Constance Adams
Constance Adams is an architect who REALLY knows how to work with space.
As founding partner and president of Synthesis International, Constance Adams spent fifteen years as a specialist in high-performance architecture and design innovation for human spaceflight. Supporting missions from NASA’s Johnson Space Center through work that included surface habitats for lunar/Mars exploration, long-duration crew transit spacecraft, vehicle architecture for the X-38 Crew Return Vehicle and the Orbital Space Plane, she also helped develop the operational and integration protocols for the Japanese HTV Cargo spacecraft for the International Space Station and consulted with the team that designed the Virgin Galactic Terminal building at New Mexico’s Spaceport America.

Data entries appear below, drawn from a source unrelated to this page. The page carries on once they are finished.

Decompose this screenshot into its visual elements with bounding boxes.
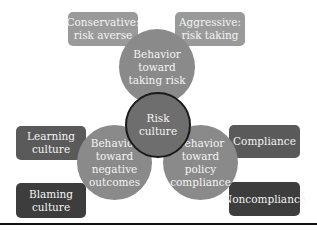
box-conservative-label: Conservative: risk averse: [66, 16, 139, 42]
box-compliance-label: Compliance: [233, 135, 296, 148]
box-blaming-label: Blaming culture: [29, 188, 73, 214]
bottom-rule: [0, 223, 317, 225]
box-noncompliance: Noncompliance: [229, 182, 300, 216]
circle-taking-risk-label: Behavior toward taking risk: [128, 48, 185, 87]
box-blaming: Blaming culture: [16, 183, 86, 218]
box-noncompliance-label: Noncompliance: [223, 193, 306, 206]
box-learning-label: Learning culture: [27, 130, 75, 156]
circle-risk-culture-label: Risk culture: [139, 112, 177, 138]
box-learning: Learning culture: [16, 126, 86, 160]
circle-risk-culture: Risk culture: [125, 92, 191, 158]
box-compliance: Compliance: [229, 125, 300, 158]
box-aggressive-label: Aggressive: risk taking: [179, 16, 241, 42]
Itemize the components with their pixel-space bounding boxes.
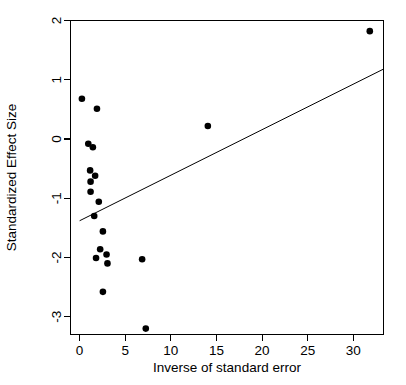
data-point bbox=[100, 228, 107, 235]
data-point bbox=[367, 28, 374, 35]
data-point bbox=[205, 123, 212, 130]
x-tick-label: 30 bbox=[346, 343, 361, 358]
x-tick-label: 0 bbox=[76, 343, 84, 358]
data-point bbox=[79, 95, 86, 102]
y-tick-label: -3 bbox=[49, 311, 64, 323]
data-point bbox=[142, 325, 149, 332]
data-point bbox=[91, 213, 98, 220]
x-tick-label: 25 bbox=[300, 343, 315, 358]
data-point bbox=[97, 246, 104, 253]
data-point bbox=[103, 251, 110, 258]
data-point bbox=[92, 172, 99, 179]
data-point bbox=[87, 167, 94, 174]
x-axis-title: Inverse of standard error bbox=[153, 360, 301, 375]
funnel-plot-figure: 051015202530210-1-2-3Inverse of standard… bbox=[0, 0, 406, 385]
data-point bbox=[93, 255, 100, 262]
x-tick-label: 10 bbox=[163, 343, 178, 358]
data-point bbox=[87, 188, 94, 195]
data-point bbox=[87, 178, 94, 185]
x-tick-label: 20 bbox=[255, 343, 270, 358]
data-point bbox=[100, 289, 107, 296]
y-tick-label: 1 bbox=[49, 76, 64, 84]
data-point bbox=[95, 198, 102, 205]
data-point bbox=[90, 144, 97, 151]
x-tick-label: 15 bbox=[209, 343, 224, 358]
data-point bbox=[104, 260, 111, 267]
y-tick-label: 0 bbox=[49, 135, 64, 143]
regression-line bbox=[80, 69, 384, 221]
scatter-plot-canvas: 051015202530210-1-2-3Inverse of standard… bbox=[0, 0, 406, 385]
y-tick-label: -1 bbox=[49, 192, 64, 204]
y-axis-title: Standardized Effect Size bbox=[4, 104, 19, 252]
data-point bbox=[139, 256, 146, 263]
plot-frame bbox=[71, 21, 384, 335]
y-tick-label: -2 bbox=[49, 251, 64, 263]
y-tick-label: 2 bbox=[49, 17, 64, 25]
data-point bbox=[94, 105, 101, 112]
x-tick-label: 5 bbox=[121, 343, 129, 358]
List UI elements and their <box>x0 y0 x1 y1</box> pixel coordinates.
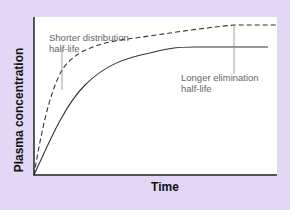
annotation-longer-elimination: Longer elimination half-life <box>181 72 259 94</box>
chart-svg <box>0 0 295 217</box>
annotation-right-line1: Longer elimination <box>181 72 259 83</box>
annotation-left-line2: half-life <box>49 43 129 54</box>
y-axis-label: Plasma concentration <box>12 48 26 173</box>
annotation-right-line2: half-life <box>181 83 259 94</box>
solid-curve <box>34 47 268 175</box>
annotation-left-line1: Shorter distribution <box>49 32 129 43</box>
x-axis-label: Time <box>151 180 179 194</box>
annotation-shorter-distribution: Shorter distribution half-life <box>49 32 129 54</box>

Her work with NASA sensitized her to issues of human-machine interface, sustainable systems, biomimetic design and the need for new ways of mitigating risk in the design and building professions. Her commitment to sustainable design now extends to the development of business and economic models suited to the creation and maintenance of long-term social and financial health across our cultural ecosystem.
In early 2011, Constance co-founded Rocket Ranch, a company whose central goal is to avert a crisis in America’s intellectual capital and innovation infrastructure by tapping into the extraordinary talent of several thousand displaced Space Shuttle scientists and engineers to address technical challenges in other industries. Relying on advanced crowdsourcing models and financial ingenuity, Rocket Ranch is positioned to evolve into a quasi-public research center to replace the defunct Bell Labs and Xerox PARC.
Most recently, she’s co-founder and CTO of HOUZE Advanced Building Science, a for-profit venture seeking to build relationships throughout the building materials, methods and technologies fields in order to produce affordable zero-energy housing all over America.
Constance has taught space architecture and design at Yale University, the University of Houston and elsewhere, collaborates with National Geographic Learning and the JASON Project on the development of science curricula for elementary and middle school aged kids and has spoken at the first Architectural Record ‘Innovations Conference’, the Pop!Tech ‘Radical Craft’ conference, and several times at the AIAS and AIA National Conventions.
Her work has been published in Metropolis, Wired, Newsweek, The New York Times, I.D., Popular Science, Architectural Record, Der Spiegel and other journals and has been exhibited at the Art Institute of Chicago and the Yale School of Architecture. She has won several NASA awards for her innovative technologies and holds the design copyright on the first human-rated inflatable spacecraft. National Geographic has honored her since 2005 as an ‘Emerging Explorer’ for her work in space and terrestrial architecture and the adaptive transfer of sustainable technologies.
A Senior Member of the American Institute of Aeronautics and Astronautics, Constance holds degrees from Harvard/Radcliffe College and Yale University, and currently lives in Houston with her family and a flock of cantankerous hens.